Monetary Lag - What a Drag!

Written By Brian Hicks

Posted May 26, 2006

I abhor lag. Having surmounted jetlag, I now have to deal with latitude lag up here at 57°N in Riga. Only five hours of true nighttime means little sleep for your correspondent, but plenty of time to think. Now, monetary lag is foremost in my mind. Let me explain.

When the Baltic nations of Estonia, Latvia, and Lithuania joined the European Union in 2004 (they joined NATO the same year), the countries had to agree to certain standards for monetary policy that would eventually lead to accession to the European common currency.

Today, Latvia and Estonia are experiencing inflation far in excess of the euro zone targets. Euro zone inflation guidelines are distorted, however, because they are based on the lowest inflation rates in the entire EU and not in the currency club.

In olden times, the Baltic Sea and its periphery was the dominion of the Hanseatic League, the alliance of trade guilds in over 100 northern European cities that constituted a monopoly on trade from locales as far-flung as London and Novgorod. The Hanseatic League, made up of the guilds called hansas, used silver as a common currency.

Hanseatic silver eventually succumbed to the growing influence of Italian credit, which was based on negotiable paper currency.

These days, the euro is the European tender trend.

 

Peg, it will come back to you…

When I talk about monetary lag, I am referring to the tendency for pegged currencies such as the Latvian lat to reflect an imbalance of economic growth and structural rigidity.

It is a quandary of emerging market stabilization: to peg or not to peg.

In the US political echelon these days, "peg" is a dirty word.

We have considered the term especially as regards China and its yuan. I was in China when the yuan was allowed to float freely against the dollar last July, but as you know from listening to the politicos and US Treasury officials, it has not floated far.

When I arrived in the Riga airport and exchanged my British pounds for Latvian lats, I was shocked to received 98 lats to my 100 pounds sterling. How could this be? Chalk it up to stabilization and its correlates.

Currency volatility is a real danger for emerging economies.

Consider the astounding rate of GDP growth for the three Baltic States.

Estonian real GDP is expected to grow by 7% year-on-year in 2006. In Latvia, 6.5% growth is forecast. And in Lithuania, the lowest number for all three states is a not-too-shabby 6.1% change.

In 2003, Lithuania saw a 10.5% real GDP increase!

Money Chasing Money

Now consider what that means for the amount of money in circulation. Wages must move at pace with price increases that result from such phenomenal activity in order for prices to stay palatable. But unfortunately for consumers, essential items have to be bought no matter where prices are, and that is where inflation threatens prosperity in times of growth.

Lithuania has been successful at limiting inflation, even keeping it in negative numbers during the 2003 boom. Estonia and Latvia, on the other hand, have gone as high as 7.3 percent, leading to my exchange shock at the airport. The currency is overvalued, and this greatly affects these countries’ chances of accession to the euro zone.

Lithuania has a much lower inflation rate, but was still denied admission to the euro zone by the European Central Bank and European Commission. What does this spell for Estonia, which hopes to join the euro in 2007, and Latvia, which could join in early 2008 at the earliest?

Lithuania falls short by less than a decimal point of the euro inflation target — that inflation must be no more than 1.5% above the average of the three lowest rates in the EU (Sweden, Finland, Poland), which is 2.6%. But Poland and Sweden are not in the euro. The three lowest inflation rates in the euro zone average to more like 3%.

Take a look at the pegs for all three Baltic currencies:

1 euro = 15.6466 Estonian kroons (12.8 avg. to dollar)

1 Lithuanian litas = 3.4528 euros (avg. 2.73 USD)

1 Latvian lat = 1.42 euros (1.77 USD)

I will keep you up to date on where purchasing power and consumer activity take prices as these pegs pave the road to the euro for these Baltic tigers.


• _What you will do_
Your answer must be an exact copy of the records below.

• _Supplied records_
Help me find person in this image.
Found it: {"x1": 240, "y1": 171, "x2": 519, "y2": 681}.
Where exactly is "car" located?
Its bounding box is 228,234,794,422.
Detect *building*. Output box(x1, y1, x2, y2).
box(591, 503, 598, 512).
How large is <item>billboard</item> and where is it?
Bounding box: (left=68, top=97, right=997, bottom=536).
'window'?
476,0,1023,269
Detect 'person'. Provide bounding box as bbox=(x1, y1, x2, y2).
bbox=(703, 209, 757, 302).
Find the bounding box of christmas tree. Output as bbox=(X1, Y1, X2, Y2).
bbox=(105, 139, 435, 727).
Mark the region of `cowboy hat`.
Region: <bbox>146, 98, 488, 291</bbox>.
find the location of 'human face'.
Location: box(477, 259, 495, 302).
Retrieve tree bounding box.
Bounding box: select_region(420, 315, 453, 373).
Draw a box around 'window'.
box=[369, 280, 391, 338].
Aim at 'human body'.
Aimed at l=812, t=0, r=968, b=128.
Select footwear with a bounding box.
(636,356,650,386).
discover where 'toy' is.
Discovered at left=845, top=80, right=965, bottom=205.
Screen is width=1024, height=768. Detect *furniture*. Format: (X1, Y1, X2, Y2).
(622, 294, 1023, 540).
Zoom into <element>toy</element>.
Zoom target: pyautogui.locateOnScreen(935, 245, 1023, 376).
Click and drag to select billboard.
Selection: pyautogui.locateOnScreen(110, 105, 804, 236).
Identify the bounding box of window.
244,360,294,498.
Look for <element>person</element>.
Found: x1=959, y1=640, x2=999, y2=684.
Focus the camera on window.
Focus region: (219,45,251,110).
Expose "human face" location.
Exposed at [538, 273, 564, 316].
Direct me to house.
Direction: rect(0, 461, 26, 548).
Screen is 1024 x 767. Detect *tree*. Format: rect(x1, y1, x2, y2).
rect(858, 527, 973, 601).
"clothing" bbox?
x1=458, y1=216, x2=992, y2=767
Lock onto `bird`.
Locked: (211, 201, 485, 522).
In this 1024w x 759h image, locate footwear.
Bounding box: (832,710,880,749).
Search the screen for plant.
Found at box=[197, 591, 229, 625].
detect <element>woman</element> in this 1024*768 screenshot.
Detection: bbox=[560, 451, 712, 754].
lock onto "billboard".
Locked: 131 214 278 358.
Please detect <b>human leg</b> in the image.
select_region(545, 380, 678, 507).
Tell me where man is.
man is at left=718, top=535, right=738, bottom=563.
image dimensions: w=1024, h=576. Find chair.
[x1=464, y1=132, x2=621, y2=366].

• _Answer space_
Help me find person in this image.
Found it: {"x1": 240, "y1": 171, "x2": 519, "y2": 681}.
Where exactly is "car" located?
Its bounding box is 228,234,794,422.
Detect *building*. Output box(x1, y1, x2, y2).
box(591, 503, 598, 512).
How large is <item>billboard</item> and where is it?
Bounding box: (left=68, top=97, right=997, bottom=536).
'window'?
476,0,1023,269
Detect 'person'. Provide bounding box as bbox=(x1, y1, x2, y2).
bbox=(703, 209, 757, 302).
Find the bounding box of christmas tree. Output as bbox=(X1, Y1, X2, Y2).
bbox=(105, 139, 435, 727).
Mark the region of `cowboy hat`.
Region: <bbox>146, 98, 488, 291</bbox>.
find the location of 'human face'.
Location: box(477, 259, 495, 302).
Retrieve tree bounding box.
Bounding box: select_region(420, 315, 453, 373).
Draw a box around 'window'.
box=[369, 280, 391, 338].
Aim at 'human body'.
Aimed at l=812, t=0, r=968, b=128.
Select footwear with a bounding box.
(636,356,650,386).
discover where 'toy' is.
Discovered at left=845, top=80, right=965, bottom=205.
Screen is width=1024, height=768. Detect *furniture*. Format: (X1, Y1, X2, Y2).
(622, 294, 1023, 540).
Zoom into <element>toy</element>.
Zoom target: pyautogui.locateOnScreen(935, 245, 1023, 376).
Click and drag to select billboard.
Selection: pyautogui.locateOnScreen(110, 105, 804, 236).
Identify the bounding box of window.
244,360,294,498.
Look for <element>person</element>.
Found: x1=959, y1=640, x2=999, y2=684.
Focus the camera on window.
Focus region: (219,45,251,110).
Expose "human face" location.
Exposed at [538, 273, 564, 316].
Direct me to house.
Direction: rect(0, 461, 26, 548).
Screen is 1024 x 767. Detect *tree*. Format: rect(x1, y1, x2, y2).
rect(858, 527, 973, 601).
"clothing" bbox?
x1=458, y1=216, x2=992, y2=767
Lock onto `bird`.
Locked: (211, 201, 485, 522).
In this 1024w x 759h image, locate footwear.
Bounding box: (832,710,880,749).
Search the screen for plant.
Found at box=[197, 591, 229, 625].
detect <element>woman</element> in this 1024*768 screenshot.
Detection: bbox=[560, 451, 712, 754].
lock onto "billboard".
Locked: 131 214 278 358.
Please detect <b>human leg</b> in the image.
select_region(545, 380, 678, 507).
Tell me where man is.
man is at left=718, top=535, right=738, bottom=563.
image dimensions: w=1024, h=576. Find chair.
[x1=464, y1=132, x2=621, y2=366].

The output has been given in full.